Thursday, August 9, 2012

August 2: Green with Envy


Back in the 50s (the 1950s, that is) we used to down a lime and soda drink called a “Green River” in the summertime.  Until last year, I did not know much about the Green River.  Now I do, although I would not drink the real thing.

Turns out, John Wesley Powell started his 1869 exploration of the Colorado River by traversing the canyons of the Green River, starting in Wyoming and continuing through the Uinta Mountains of Utah.  Powell was a Methodist preacher’s son, turned civil war hero and geologist, turned explorer and surveyor.  But for my money, his most significant achievement was directing the American Bureau of Ethnology in the Smithsonian and finding the funding to begin serious anthropological, archaeological, historical, and linguistic study of pre-historic and historic American Indians of the Colorado Plateau.

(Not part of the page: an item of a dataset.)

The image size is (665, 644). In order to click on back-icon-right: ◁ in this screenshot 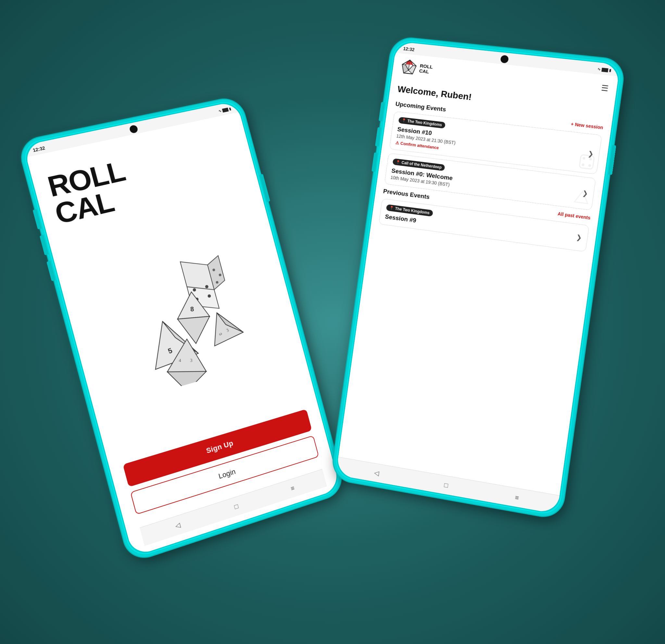, I will do `click(377, 473)`.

Inspired by Powell, Janet and I took off in a Jeep on an 18-mile four-wheel drive backcountry road in Dinosaur National Park.


  Like true wilderness explorers, we sipped lemonade while bouncing along in our camping equipment-loaded vehicle.  We only saw two vehicles the whole trip; both were vans coming back to Vernal after dropping off recreational rafters, planning to ride the Green River through the Split Mountain rapids.  We preferred the Jeep.

At the end of our journey, we reached Indian Island, where the peaceful Green lazily emerges from one mountain that it cut through thousands of years ago and before it begins entering Split Mountain, which it is still cutting through.



An idyllic spot.  Thinking about Green Rivers and John Wesely Powell (the mind makes strange connections), I asked Janet to wade into the river.  That’s she, slowly sinking to her knees in quicksand.



On the way, by the way, we found important rock art sites.  The most important was the McKee Springs site.


About 150 feet above the valley were sharply etched Fremont figures in full regalia and holding their shields and “medicine.”





Notice the earbobs, the trophy “head,” and sun shield.





Scholarly rock art books refers to this style of Fremont iconography as the Classic Vernal tradition.  They are very similar to the McConkie Ranch glyphs 30 miles to the east.

Interestingly enough, there will be more Fremont rock art as we go south.  But there will be no more anthropomorphic figures in the Classic Vernal style until we get to the Capital Reef National Monument in southern Utah, about 250 miles away!

Other figures on the long panel were more generically “Fremont.”






 This shows that we are dealing with iconographical conventions and not just the whims of some individual ancient rock chipper.